Thursday, June 11, 2015

Chicanonautica: Estridentistas, Treintarentistas, and Aztlán's Avant-Garde Tradition

by Ernest Hogan

One of the perks of having a day job shelving books at a library is that I get to spend a lot of time cruising those shelves, scanning lots and lots of books. Now and then, one grabs my attention and demands to be read. This was the case of Mexico's Revolutionary Avant-Gardes: From Estridentismo to ¡30-30! by Tatiana Flores. The cover, a detail from Fernando Leal's mural,The Feast of the Lord Chalma, intrigued me and triggered memories from the days when I read stacks of art books.

Decades later, I wasn't really clear about what Estridentismo and ¡30-30! were. But my art is suddenly getting attention, and I'm writing manifestos. Looks like a refresher course is in order.
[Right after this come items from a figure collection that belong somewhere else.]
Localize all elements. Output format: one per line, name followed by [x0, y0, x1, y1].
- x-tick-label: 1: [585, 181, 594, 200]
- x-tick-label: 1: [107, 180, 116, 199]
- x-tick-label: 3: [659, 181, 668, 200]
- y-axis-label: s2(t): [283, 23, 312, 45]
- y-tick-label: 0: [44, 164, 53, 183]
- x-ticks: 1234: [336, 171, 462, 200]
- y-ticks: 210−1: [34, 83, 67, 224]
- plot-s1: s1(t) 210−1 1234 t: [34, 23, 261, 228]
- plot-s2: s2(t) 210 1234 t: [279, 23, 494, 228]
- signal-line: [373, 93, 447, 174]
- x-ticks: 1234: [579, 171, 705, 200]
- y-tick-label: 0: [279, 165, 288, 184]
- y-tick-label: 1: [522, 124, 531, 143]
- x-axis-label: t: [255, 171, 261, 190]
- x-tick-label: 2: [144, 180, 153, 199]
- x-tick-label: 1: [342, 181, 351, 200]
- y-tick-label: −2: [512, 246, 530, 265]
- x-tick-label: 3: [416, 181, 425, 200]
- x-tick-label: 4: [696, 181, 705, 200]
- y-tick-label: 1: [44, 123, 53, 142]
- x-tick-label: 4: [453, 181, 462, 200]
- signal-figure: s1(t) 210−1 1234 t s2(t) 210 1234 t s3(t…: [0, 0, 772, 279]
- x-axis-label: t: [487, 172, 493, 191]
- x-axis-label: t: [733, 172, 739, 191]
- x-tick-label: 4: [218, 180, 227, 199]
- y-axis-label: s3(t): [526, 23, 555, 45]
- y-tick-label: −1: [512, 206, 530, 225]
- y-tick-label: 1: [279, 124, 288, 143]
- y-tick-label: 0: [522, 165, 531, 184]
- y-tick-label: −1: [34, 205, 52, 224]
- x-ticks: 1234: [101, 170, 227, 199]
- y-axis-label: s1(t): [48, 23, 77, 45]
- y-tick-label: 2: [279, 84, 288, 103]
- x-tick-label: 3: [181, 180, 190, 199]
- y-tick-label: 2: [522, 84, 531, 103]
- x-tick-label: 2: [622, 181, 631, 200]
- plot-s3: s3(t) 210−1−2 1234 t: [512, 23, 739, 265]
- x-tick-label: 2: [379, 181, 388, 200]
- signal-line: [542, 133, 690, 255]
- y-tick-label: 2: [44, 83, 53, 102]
Mexico's art has always been different. There's something about this continent that inspires art. It can be argued that avant-garde and postmodernism have existed there (here? Is that border still there?) for thousands of years. Like that talking statue that told the Chichimecs leave Aztlán to go searching for an eagle and snake fighting on a cactus on an island on a lake, to build Tenochtitlán, which is now the largest urban center on the planet. Things like that don't happen in the European tradtition.

Estridentismo came along in the 1920s, after the Revolution, as a reaction against academic art in the European tradition, not only trying to connect with an ancient past and a folkloric present, but to express what it's like to live in a modern, urban, technological Mexico. Almost futuristic, and like Italian Futurism, but without the facism.

It started with Manuel Maples Arce plastering the walls of Mexico City with his manifesto Actual No. 1, more like graffiti than the social media blitz that would happen today. Later they would try to reenvision Xalapa into Estridentópolis, parking and photographing a car on the steps of the cathedral in a precursor to performance art.

They also produced magazines, murals, prints, masks, as well as paintings and sculptures. They were trying to reach the public, instead of complaining about how the public is ignorant.

Grupo de Pintores ¡30-30! (named for the .30-.30 Winchester rifle that was popular during the revolution) came after Estridentópolis failed to materialize, and was lead by Ramón Alva de Canal, Fermin Revuletas, and Fernando Leal, who were also involved with Estridentismo. According to Tatiana Flores, “¡30-30! sought not just to destroy retrograde attitudes but to construct a progressive future.” They were mostly teachers and students of the open-air painting schools, and art education centers rebeling against academicism.

The tradition of revolution continued, and still continues today. The student rebels of the twenty-first century could learn a few things from this book, if only to look at the illustrations to steal some ideas.

Ernest Hogan stopped trying to be avant-garde a long time ago, but he gets called that anyway. And some of his drawings have sold in a gallery.